Two of the HBCU community’s most renowned institutions made headlines last week for controversial reasons.
Howard University announced a policy that forbids the school’s sports teams from kneeling during the national anthem, while first-year Florida A&M men’s basketball coach Charlie Ward sat in on that scam of a college sports roundtable hosted by President Donald Trump.
As much as we’ve seen that Trump and his cronies do not care about the plight of anyone less fortunate or different, it’s insanely short-sighted for institutions to continue to capitulate to a person who has more mentions in the Jeffrey Epstein files than DJ Khaled has on his own songs.
Howard’s stance was misguided
When Howard’s women’s basketball team kneeled for the national anthem before a game with Army this season, the outrage (fake as it is) must have reached the HU administration. The school later installed a “stand or go back in the locker room” policy.

Why?
Because the university was given a $90-million-dollar grant by the Air Force to serve as a University Affiliated Research Center. If the Army is upset and a major chunk of your money comes from another branch, well, there you go.
Ward, in the middle of leading Florida A&M to a No. 2 seed in the SWAC basketball tournament, made time to fly to D.C. and sit in a room with chronic whiners like Nick Saban. He quit coaching college football rather than allow players autonomy. Trump himself — the Complainer-in-Chief — swears he will write an executive order that can fix college sports.
Ward then appeared on Fox News — FOX NEWS — to say that the money from Power 4 schools should trickle down to the rest of the NCAA’s member institutions.
Florida Gov. Ron DeSantis: “This is out of whack.”
He then cites players asking coaches for more money and threatening to transfer as issues in the sports. pic.twitter.com/0JXuU9qjPY
— Ross Dellenger (@RossDellenger) March 6, 2026
If we’ve learned anything from the United States in the last 250 years, at minimum, not a damn thing is trickling down anywhere. As the son of FAMU Rattlers, Ward should understand that the struggles his parents faced back in the day have not changed for HBCUs or Black people in general.
This is not what HBCU leaders should be doing
Fair as the point may be that plenty of HBCUs’ hands are tied because of local, state, and federal funding, there’s still something poignantly depressing about how quickly our schools and PWIs are rolling over.
The basis of this country’s birth is revolution. Colonists tripped out over the price of tea and declared independence.
When are we going to realize we’ve been taxed far too much for far too long and do something about it?
I can tell you this: making your kids stand up for an anthem that was never meant for them, or having a coach attend a meeting that his school will never benefit from, is not what HBCUs should be doing.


The full listing, excluding its pictures, should be printed exactly as it stands.

**** Data for the task ****

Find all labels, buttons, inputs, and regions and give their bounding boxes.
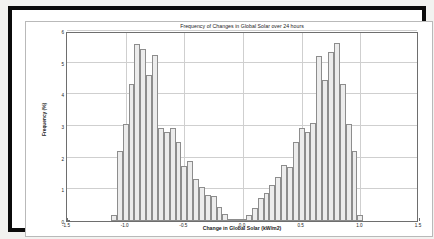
x-tick-label: -0.5 [179, 223, 187, 228]
screenshot-root: Frequency of Changes in Global Solar ove… [0, 0, 434, 239]
histogram-bars [67, 33, 417, 221]
y-axis-label: Frequency (%) [42, 72, 47, 168]
y-tick-label: 3 [56, 125, 64, 130]
gridline-horizontal [67, 30, 417, 31]
y-tick-label: 6 [56, 30, 64, 35]
x-tick-label: 0.0 [239, 223, 245, 228]
x-tick-mark [419, 218, 420, 221]
x-tick-label: 1.5 [415, 223, 421, 228]
x-tick-label: -1.0 [121, 223, 129, 228]
y-tick-label: 2 [56, 156, 64, 161]
x-tick-label: 0.5 [297, 223, 303, 228]
plot-area [66, 32, 418, 222]
y-tick-label: 4 [56, 93, 64, 98]
y-tick-label: 5 [56, 61, 64, 66]
chart-figure: Frequency of Changes in Global Solar ove… [26, 22, 432, 236]
y-tick-label: 0 [56, 220, 64, 225]
photo-frame-outer: Frequency of Changes in Global Solar ove… [8, 6, 426, 232]
x-tick-label: 1.0 [356, 223, 362, 228]
histogram-bar [357, 215, 363, 221]
y-tick-label: 1 [56, 188, 64, 193]
histogram-bar [352, 151, 358, 221]
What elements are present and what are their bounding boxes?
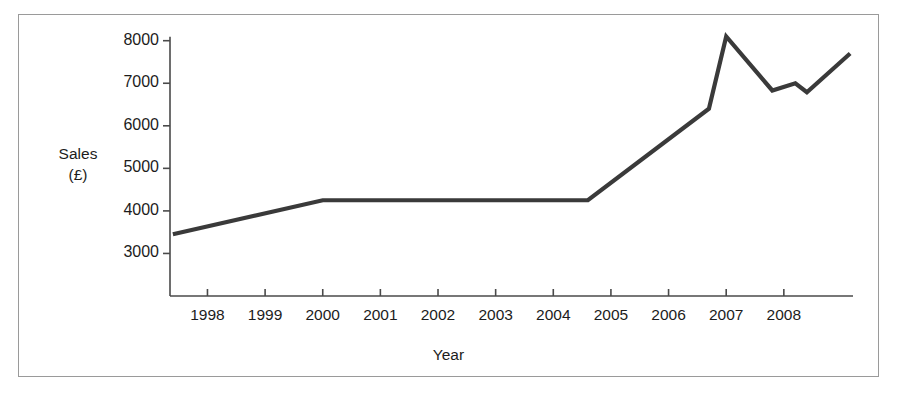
y-tick-label: 6000 [101, 116, 159, 134]
x-tick-label: 1999 [235, 306, 295, 324]
y-tick-label: 5000 [101, 158, 159, 176]
x-tick-label: 2008 [754, 306, 814, 324]
x-tick-label: 2007 [696, 306, 756, 324]
x-tick-label: 2004 [523, 306, 583, 324]
x-tick-label: 2000 [293, 306, 353, 324]
cropped-caption-text [28, 381, 358, 394]
y-tick-label: 4000 [101, 201, 159, 219]
chart-page: Sales (£) Year 800070006000500040003000 … [0, 0, 897, 395]
y-tick-label: 7000 [101, 73, 159, 91]
x-tick-label: 2002 [408, 306, 468, 324]
sales-data-line [173, 36, 850, 234]
x-axis-title: Year [0, 346, 897, 364]
x-tick-label: 2001 [350, 306, 410, 324]
x-tick-label: 2005 [581, 306, 641, 324]
y-axis-ticks [163, 41, 170, 254]
x-tick-label: 2006 [639, 306, 699, 324]
x-axis-ticks [207, 289, 783, 296]
y-tick-label: 8000 [101, 31, 159, 49]
x-tick-label: 2003 [466, 306, 526, 324]
x-tick-label: 1998 [177, 306, 237, 324]
line-chart-plot [0, 0, 897, 395]
y-tick-label: 3000 [101, 243, 159, 261]
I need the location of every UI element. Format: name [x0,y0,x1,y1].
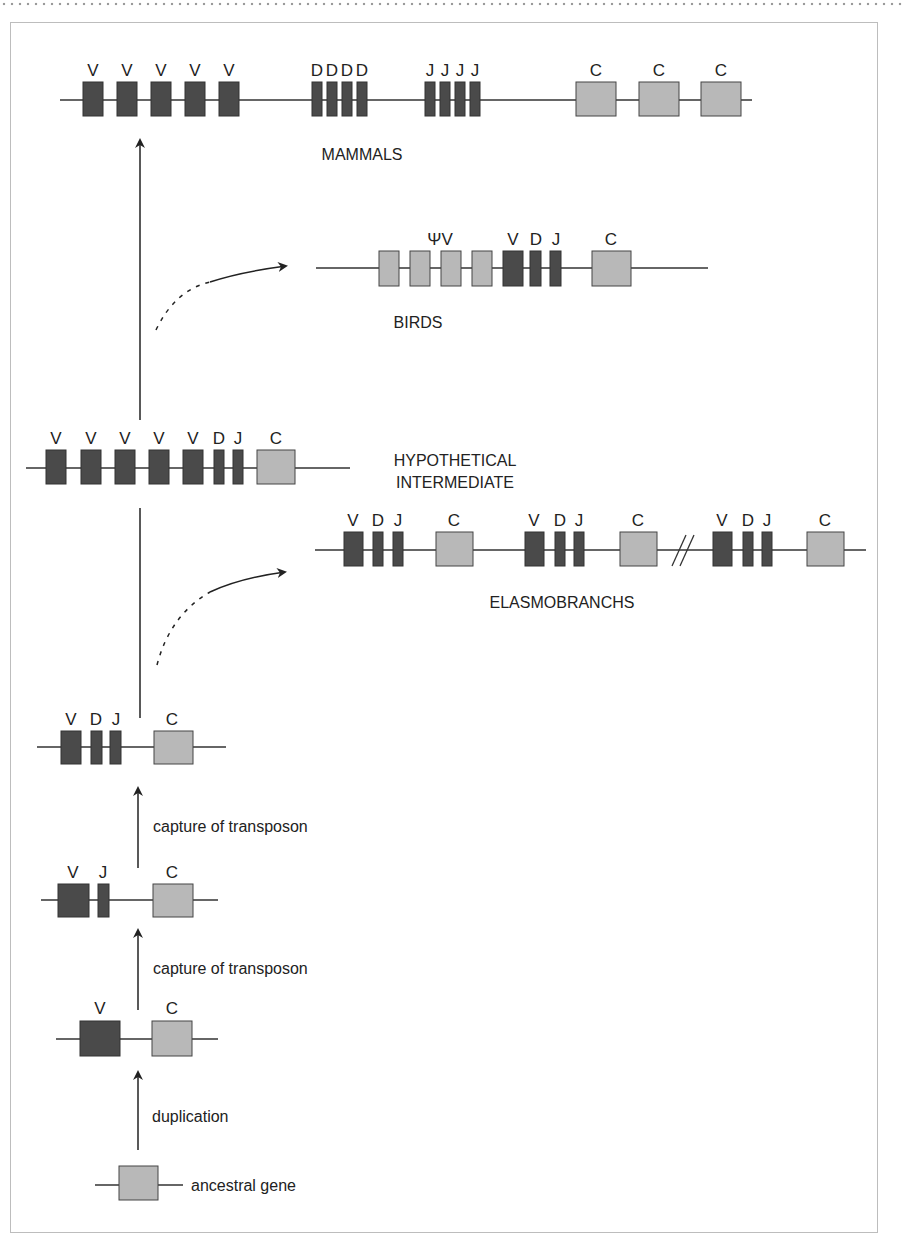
label-c: C [605,230,617,249]
hypothetical-title-line2: INTERMEDIATE [396,474,514,491]
evolution-diagram: V V V V V D D D D J J J J C C C MAMMALS … [0,0,906,1249]
label-j: J [552,230,561,249]
birds-title: BIRDS [394,314,443,331]
label-v: V [223,61,235,80]
label-c: C [166,863,178,882]
label-d: D [90,710,102,729]
label-j: J [471,61,480,80]
ancestral-gene-locus: ancestral gene [95,1166,296,1200]
label-d: D [742,511,754,530]
label-j: J [394,511,403,530]
capture-transposon-label-1: capture of transposon [153,960,308,977]
arrow-to-elasmobranchs [210,572,285,592]
label-d: D [530,230,542,249]
label-j: J [99,863,108,882]
label-c: C [653,61,665,80]
label-v: V [187,429,199,448]
duplication-label: duplication [152,1108,229,1125]
label-c: C [590,61,602,80]
label-v: V [87,61,99,80]
label-c: C [166,710,178,729]
birds-locus: ΨV V D J C BIRDS [316,230,708,331]
label-c: C [166,999,178,1018]
label-c: C [270,429,282,448]
label-v: V [347,511,359,530]
label-d: D [554,511,566,530]
label-d: D [213,429,225,448]
label-v: V [50,429,62,448]
elasmobranchs-title: ELASMOBRANCHS [490,594,635,611]
label-d: D [372,511,384,530]
label-d: D [356,61,368,80]
ancestral-gene-label: ancestral gene [191,1177,296,1194]
label-c: C [715,61,727,80]
vjc-locus: V J C [41,863,218,917]
label-j: J [234,429,243,448]
dashed-branch-birds [156,282,210,330]
label-j: J [112,710,121,729]
label-v: V [716,511,728,530]
label-v: V [507,230,519,249]
label-v: V [121,61,133,80]
hypothetical-intermediate-locus: V V V V V D J C HYPOTHETICAL INTERMEDIAT… [26,429,516,491]
arrow-to-birds [210,266,286,282]
vdjc-locus: V D J C [37,710,226,764]
vc-locus: V C [56,999,218,1056]
label-v: V [94,999,106,1018]
label-psi-v: ΨV [427,230,453,249]
dashed-branch-elasmobranchs [157,592,210,665]
mammals-title: MAMMALS [322,146,403,163]
capture-transposon-label-2: capture of transposon [153,818,308,835]
label-d: D [341,61,353,80]
label-v: V [67,863,79,882]
label-d: D [311,61,323,80]
label-v: V [189,61,201,80]
label-d: D [326,61,338,80]
elasmobranchs-locus: V D J C V D J C V D J C ELASMOBRANCHS [315,511,866,611]
label-j: J [575,511,584,530]
label-c: C [819,511,831,530]
label-c: C [632,511,644,530]
label-v: V [155,61,167,80]
label-v: V [85,429,97,448]
label-v: V [528,511,540,530]
label-j: J [763,511,772,530]
label-v: V [65,710,77,729]
label-j: J [441,61,450,80]
label-v: V [153,429,165,448]
hypothetical-title-line1: HYPOTHETICAL [394,452,517,469]
mammals-locus: V V V V V D D D D J J J J C C C MAMMALS [60,61,752,163]
label-j: J [456,61,465,80]
label-v: V [119,429,131,448]
label-c: C [448,511,460,530]
label-j: J [426,61,435,80]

****

[Exercise result]:
Find all labels, buttons, inputs, and regions and give their bounding boxes.
x-tick-label: -0.5 [179, 223, 187, 228]
screenshot-root: Frequency of Changes in Global Solar ove… [0, 0, 434, 239]
histogram-bars [67, 33, 417, 221]
y-axis-label: Frequency (%) [42, 72, 47, 168]
y-tick-label: 3 [56, 125, 64, 130]
gridline-horizontal [67, 30, 417, 31]
y-tick-label: 6 [56, 30, 64, 35]
x-tick-label: 0.0 [239, 223, 245, 228]
x-tick-mark [419, 218, 420, 221]
x-tick-label: 1.5 [415, 223, 421, 228]
x-tick-label: -1.0 [121, 223, 129, 228]
y-tick-label: 2 [56, 156, 64, 161]
x-tick-label: 0.5 [297, 223, 303, 228]
plot-area [66, 32, 418, 222]
y-tick-label: 4 [56, 93, 64, 98]
y-tick-label: 5 [56, 61, 64, 66]
chart-figure: Frequency of Changes in Global Solar ove… [26, 22, 432, 236]
y-tick-label: 0 [56, 220, 64, 225]
photo-frame-outer: Frequency of Changes in Global Solar ove… [8, 6, 426, 232]
x-tick-label: 1.0 [356, 223, 362, 228]
histogram-bar [357, 215, 363, 221]
y-tick-label: 1 [56, 188, 64, 193]
histogram-bar [352, 151, 358, 221]
What elements are present and what are their bounding boxes?
y-tick-label: 6000 [101, 116, 159, 134]
x-tick-label: 1999 [235, 306, 295, 324]
y-tick-label: 5000 [101, 158, 159, 176]
x-tick-label: 2008 [754, 306, 814, 324]
x-tick-label: 2007 [696, 306, 756, 324]
x-tick-label: 2004 [523, 306, 583, 324]
x-tick-label: 2000 [293, 306, 353, 324]
cropped-caption-text [28, 381, 358, 394]
y-tick-label: 4000 [101, 201, 159, 219]
chart-page: Sales (£) Year 800070006000500040003000 … [0, 0, 897, 395]
y-tick-label: 7000 [101, 73, 159, 91]
x-tick-label: 2002 [408, 306, 468, 324]
sales-data-line [173, 36, 850, 234]
x-axis-title: Year [0, 346, 897, 364]
x-tick-label: 2001 [350, 306, 410, 324]
x-tick-label: 2005 [581, 306, 641, 324]
y-axis-ticks [163, 41, 170, 254]
x-tick-label: 2006 [639, 306, 699, 324]
x-axis-ticks [207, 289, 783, 296]
y-tick-label: 8000 [101, 31, 159, 49]
x-tick-label: 2003 [466, 306, 526, 324]
x-tick-label: 1998 [177, 306, 237, 324]
line-chart-plot [0, 0, 897, 395]
y-tick-label: 3000 [101, 243, 159, 261]
I need the location of every UI element. Format: name [x0,y0,x1,y1].
label-c: C [605,230,617,249]
hypothetical-title-line2: INTERMEDIATE [396,474,514,491]
evolution-diagram: V V V V V D D D D J J J J C C C MAMMALS … [0,0,906,1249]
label-j: J [552,230,561,249]
birds-title: BIRDS [394,314,443,331]
label-v: V [223,61,235,80]
label-c: C [166,863,178,882]
label-d: D [90,710,102,729]
label-j: J [471,61,480,80]
ancestral-gene-locus: ancestral gene [95,1166,296,1200]
label-d: D [742,511,754,530]
label-j: J [394,511,403,530]
capture-transposon-label-1: capture of transposon [153,960,308,977]
arrow-to-elasmobranchs [210,572,285,592]
label-d: D [530,230,542,249]
label-j: J [99,863,108,882]
label-c: C [653,61,665,80]
label-v: V [187,429,199,448]
duplication-label: duplication [152,1108,229,1125]
label-c: C [590,61,602,80]
label-v: V [87,61,99,80]
label-c: C [166,710,178,729]
birds-locus: ΨV V D J C BIRDS [316,230,708,331]
label-c: C [166,999,178,1018]
label-c: C [270,429,282,448]
label-v: V [347,511,359,530]
label-d: D [554,511,566,530]
label-d: D [213,429,225,448]
label-v: V [50,429,62,448]
elasmobranchs-title: ELASMOBRANCHS [490,594,635,611]
label-d: D [372,511,384,530]
label-d: D [356,61,368,80]
ancestral-gene-label: ancestral gene [191,1177,296,1194]
label-c: C [715,61,727,80]
vjc-locus: V J C [41,863,218,917]
label-j: J [234,429,243,448]
dashed-branch-birds [156,282,210,330]
label-j: J [112,710,121,729]
label-v: V [716,511,728,530]
label-v: V [507,230,519,249]
label-v: V [121,61,133,80]
hypothetical-intermediate-locus: V V V V V D J C HYPOTHETICAL INTERMEDIAT… [26,429,516,491]
arrow-to-birds [210,266,286,282]
vdjc-locus: V D J C [37,710,226,764]
vc-locus: V C [56,999,218,1056]
label-v: V [94,999,106,1018]
label-psi-v: ΨV [427,230,453,249]
dashed-branch-elasmobranchs [157,592,210,665]
mammals-title: MAMMALS [322,146,403,163]
capture-transposon-label-2: capture of transposon [153,818,308,835]
label-d: D [341,61,353,80]
label-v: V [67,863,79,882]
label-d: D [311,61,323,80]
label-v: V [189,61,201,80]
label-d: D [326,61,338,80]
elasmobranchs-locus: V D J C V D J C V D J C ELASMOBRANCHS [315,511,866,611]
label-j: J [575,511,584,530]
label-c: C [819,511,831,530]
label-c: C [632,511,644,530]
label-v: V [155,61,167,80]
label-v: V [85,429,97,448]
label-v: V [528,511,540,530]
label-j: J [763,511,772,530]
label-v: V [65,710,77,729]
label-j: J [441,61,450,80]
label-v: V [153,429,165,448]
hypothetical-title-line1: HYPOTHETICAL [394,452,517,469]
mammals-locus: V V V V V D D D D J J J J C C C MAMMALS [60,61,752,163]
label-j: J [456,61,465,80]
label-v: V [119,429,131,448]
label-c: C [448,511,460,530]
label-j: J [426,61,435,80]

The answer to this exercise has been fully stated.